Along toward the end of the day, now sun-baked dry and crisp with sand, I decide to go in for one last swim before heading back to Philly.  So I run blithely out into the water. Quite a few people are here. The man next to me speaks.

“Are you sure you want to be out here?”

He stands head and shoulders above me.

I look around. It occurs to me that there are some things I hadn’t noticed…like the only people out in this water are large, burly men. That the water seems a little rough. Then I see it coming at us. This huge wave, bigger than any I’ve seen up close in my whole life. All the men groan, collectively.
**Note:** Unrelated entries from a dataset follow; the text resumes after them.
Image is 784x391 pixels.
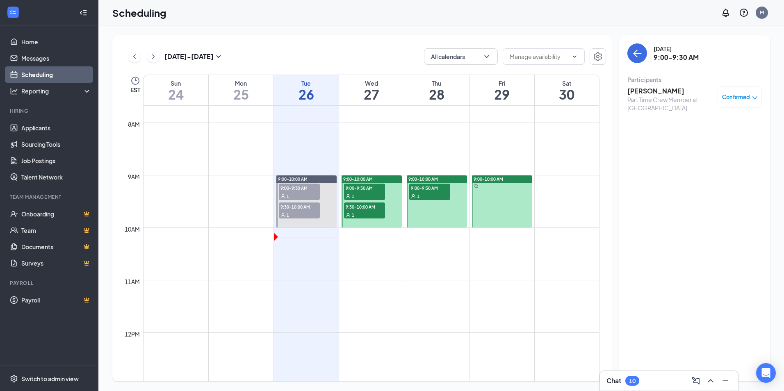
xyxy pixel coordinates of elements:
[474,184,478,188] svg: Sync
[280,213,285,218] svg: User
[21,169,91,185] a: Talent Network
[534,79,599,87] div: Sat
[691,376,700,386] svg: ComposeMessage
[721,8,730,18] svg: Notifications
[346,213,350,218] svg: User
[126,120,141,129] div: 8am
[739,8,748,18] svg: QuestionInfo
[10,375,18,383] svg: Settings
[143,79,208,87] div: Sun
[409,184,450,192] span: 9:00-9:30 AM
[627,96,713,112] div: Part Time Crew Member at [GEOGRAPHIC_DATA]
[408,176,438,182] span: 9:00-10:00 AM
[653,45,698,53] div: [DATE]
[534,75,599,105] a: August 30, 2025
[149,52,157,61] svg: ChevronRight
[653,53,698,62] h3: 9:00-9:30 AM
[343,176,373,182] span: 9:00-10:00 AM
[209,87,273,101] h1: 25
[21,136,91,152] a: Sourcing Tools
[632,48,642,58] svg: ArrowLeft
[424,48,498,65] button: All calendarsChevronDown
[278,176,307,182] span: 9:00-10:00 AM
[274,75,339,105] a: August 26, 2025
[752,95,757,101] span: down
[274,79,339,87] div: Tue
[21,66,91,83] a: Scheduling
[689,374,702,387] button: ComposeMessage
[593,52,603,61] svg: Settings
[147,50,159,63] button: ChevronRight
[21,152,91,169] a: Job Postings
[509,52,568,61] input: Manage availability
[214,52,223,61] svg: SmallChevronDown
[346,194,350,199] svg: User
[627,75,762,84] div: Participants
[589,48,606,65] button: Settings
[411,194,416,199] svg: User
[126,172,141,181] div: 9am
[719,374,732,387] button: Minimize
[339,87,404,101] h1: 27
[482,52,491,61] svg: ChevronDown
[720,376,730,386] svg: Minimize
[722,93,750,101] span: Confirmed
[344,202,385,211] span: 9:30-10:00 AM
[21,375,79,383] div: Switch to admin view
[287,193,289,199] span: 1
[473,176,503,182] span: 9:00-10:00 AM
[417,193,419,199] span: 1
[339,79,404,87] div: Wed
[404,87,469,101] h1: 28
[10,193,90,200] div: Team Management
[287,212,289,218] span: 1
[280,194,285,199] svg: User
[143,75,208,105] a: August 24, 2025
[123,330,141,339] div: 12pm
[21,120,91,136] a: Applicants
[21,50,91,66] a: Messages
[469,87,534,101] h1: 29
[21,206,91,222] a: OnboardingCrown
[571,53,578,60] svg: ChevronDown
[21,239,91,255] a: DocumentsCrown
[756,363,775,383] div: Open Intercom Messenger
[79,9,87,17] svg: Collapse
[21,87,92,95] div: Reporting
[21,292,91,308] a: PayrollCrown
[627,43,647,63] button: back-button
[759,9,764,16] div: M
[705,376,715,386] svg: ChevronUp
[344,184,385,192] span: 9:00-9:30 AM
[209,79,273,87] div: Mon
[209,75,273,105] a: August 25, 2025
[164,52,214,61] h3: [DATE] - [DATE]
[130,76,140,86] svg: Clock
[469,79,534,87] div: Fri
[629,377,635,384] div: 10
[10,280,90,287] div: Payroll
[21,34,91,50] a: Home
[21,255,91,271] a: SurveysCrown
[352,212,354,218] span: 1
[279,184,320,192] span: 9:00-9:30 AM
[279,202,320,211] span: 9:30-10:00 AM
[534,87,599,101] h1: 30
[404,75,469,105] a: August 28, 2025
[128,50,141,63] button: ChevronLeft
[352,193,354,199] span: 1
[404,79,469,87] div: Thu
[339,75,404,105] a: August 27, 2025
[130,86,140,94] span: EST
[10,87,18,95] svg: Analysis
[143,87,208,101] h1: 24
[123,225,141,234] div: 10am
[10,107,90,114] div: Hiring
[469,75,534,105] a: August 29, 2025
[112,6,166,20] h1: Scheduling
[606,376,621,385] h3: Chat
[274,87,339,101] h1: 26
[9,8,17,16] svg: WorkstreamLogo
[130,52,139,61] svg: ChevronLeft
I have this sudden urge to latch on to the man who’d asked me the question. But I know we’ll both drown if I do that. Too late to get away from it, I have to go under it. I must not let it break on me!

“Dive!” yells the man who asked me the question.
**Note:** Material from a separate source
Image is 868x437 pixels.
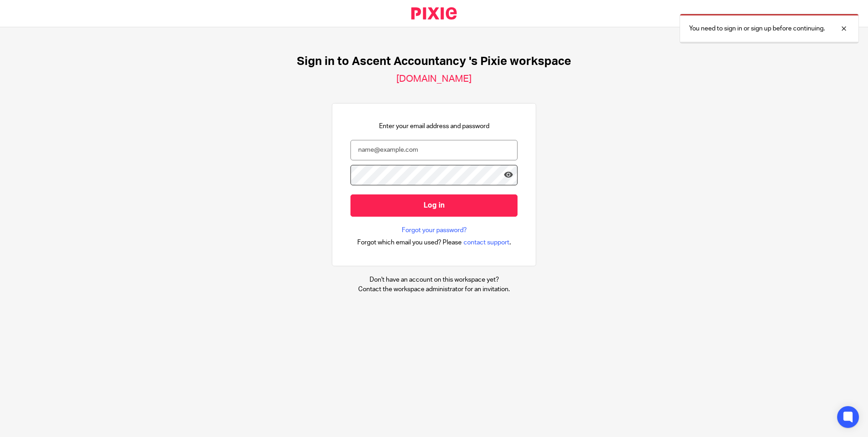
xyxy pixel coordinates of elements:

We throw ourselves under the fast breaking crest. The water pulls me back as I come out the other side to see another huge wave coming right at us. The last one was too close for comfort, and I struggle out to meet this new wave farther away from land. I hope to catch it before it starts to break and ride it back to shore. But it takes all my strength just to reach it before it breaks.  The same with the next. And the next. Some waves are bigger and some crest sooner. Each time I get through one, the water drags me away from the next one, which is rapidly approaching.  I fight my way desperately back toward it, and I barely make it under before it breaks. The sheer power of that water, that Force of Nature. I’m no match for it. It’s no longer a friendly thing. And I’m getting so tired. Deep under the surface, the water swirling around my face, bubbling through my hair, I pray, “Please, God, don’t let me drown. Not like this.”
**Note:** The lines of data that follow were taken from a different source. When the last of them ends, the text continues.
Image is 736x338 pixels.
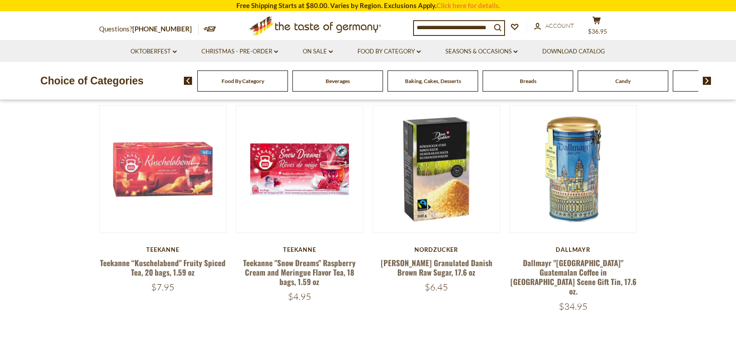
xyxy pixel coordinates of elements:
[132,25,192,33] a: [PHONE_NUMBER]
[100,257,226,278] a: Teekanne “Kuschelabend" Fruity Spiced Tea, 20 bags, 1.59 oz
[510,257,636,297] a: Dallmayr "[GEOGRAPHIC_DATA]" Guatemalan Coffee in [GEOGRAPHIC_DATA] Scene Gift Tin, 17.6 oz.
[436,1,500,9] a: Click here for details.
[445,47,517,56] a: Seasons & Occasions
[201,47,278,56] a: Christmas - PRE-ORDER
[288,291,311,302] span: $4.95
[615,78,630,84] a: Candy
[99,23,199,35] p: Questions?
[559,300,587,312] span: $34.95
[100,106,226,233] img: Teekanne “Kuschelabend" Fruity Spiced Tea, 20 bags, 1.59 oz
[151,281,174,292] span: $7.95
[357,47,421,56] a: Food By Category
[520,78,536,84] a: Breads
[583,16,610,39] button: $36.95
[425,281,448,292] span: $6.45
[236,246,364,253] div: Teekanne
[184,77,192,85] img: previous arrow
[326,78,350,84] a: Beverages
[130,47,177,56] a: Oktoberfest
[545,22,574,29] span: Account
[588,28,607,35] span: $36.95
[542,47,605,56] a: Download Catalog
[510,106,637,233] img: Dallmayr "San Sebastian" Guatemalan Coffee in Munich Scene Gift Tin, 17.6 oz.
[534,21,574,31] a: Account
[221,78,264,84] a: Food By Category
[373,246,500,253] div: Nordzucker
[373,106,500,233] img: Dan Sukker Granulated Danish Brown Raw Sugar, 17.6 oz
[236,106,363,233] img: Teekanne "Snow Dreams" Raspberry Cream and Meringue Flavor Tea, 18 bags, 1.59 oz
[703,77,711,85] img: next arrow
[303,47,333,56] a: On Sale
[509,246,637,253] div: Dallmayr
[381,257,492,278] a: [PERSON_NAME] Granulated Danish Brown Raw Sugar, 17.6 oz
[243,257,356,287] a: Teekanne "Snow Dreams" Raspberry Cream and Meringue Flavor Tea, 18 bags, 1.59 oz
[99,246,227,253] div: Teekanne
[405,78,461,84] a: Baking, Cakes, Desserts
 I surface and finally catch a smaller wave and ride it in to shore. It spits me out in the shallow water, grinding me along the sand. When I get up out of the water, I’m bleeding from scratches on my legs and arms. 

And I’m so grateful. And embarrassed.

I struggle to walk back to my beach blanket hiding my shredded dignity. But my legs are weak. That eternity, actually just fifteen minutes spent with Mother Nature’s fury has sapped my strength for the rest of the day.

I know people who have drowned. It always takes you by surprise. 

I still consider the Ocean my friend and playmate. But ever since that day I never have quite the same view of it as I did from my childhood.

Ever since that day I’ve had a deeper respect for the power of water.

The forces of Nature put me in mind of another story about my Dad. Dad was a mining geologist. When I was ten years old, he got a job with Cerro de Pasco, and we moved from a brief stint in New York City to Santiago, Chile.  The mine was located in the Cordillera, the Chilean name for a mountain range that was part of the Andes. Cerro named the mine Rio Blanco after the river that wound through that area. Rio Blanco meant White River, so named for its rapids, I suppose.

Cerro owned a hotel/resort for its employees just a mile or so below the mine itself. A beautiful place in the pines at the base of a hill halfway up the Andes. So we spent a lot of time in Rio Blanco.

The drive from Santiago to the hotel was beautiful. Narrow winding roads and hair-raising heights, and if you happened to be driving through around sun set, the entire sky and the massive cliffs would all turn a deep red.

 When we reached the base of the Cordillera, we were on the same level as the river. It looked wide at that point. Eventually it turned into a slender ribbon about an inch wide, it seemed, as we looked down at it. Somewhere at that point, there was a place where Dad liked to stop for the view. It was a cliff with a sheer, ninety-degree drop to the river far below. What I would do is walk out to the very edge of that dizzying height, and with my toes almost hanging over, stand and look down at the tiny river below. It was intoxicating.

My mom and grandma Renzetti, would gasp and beg me to get away from the edge. I ignored them. So they would plead with Dad to do something.

“Leave her alone,” was all he’d say to them.

As my parents got ready to leave, I’d walk away from the cliff and climb back into the car. That spot was one of my favorite places in the whole world.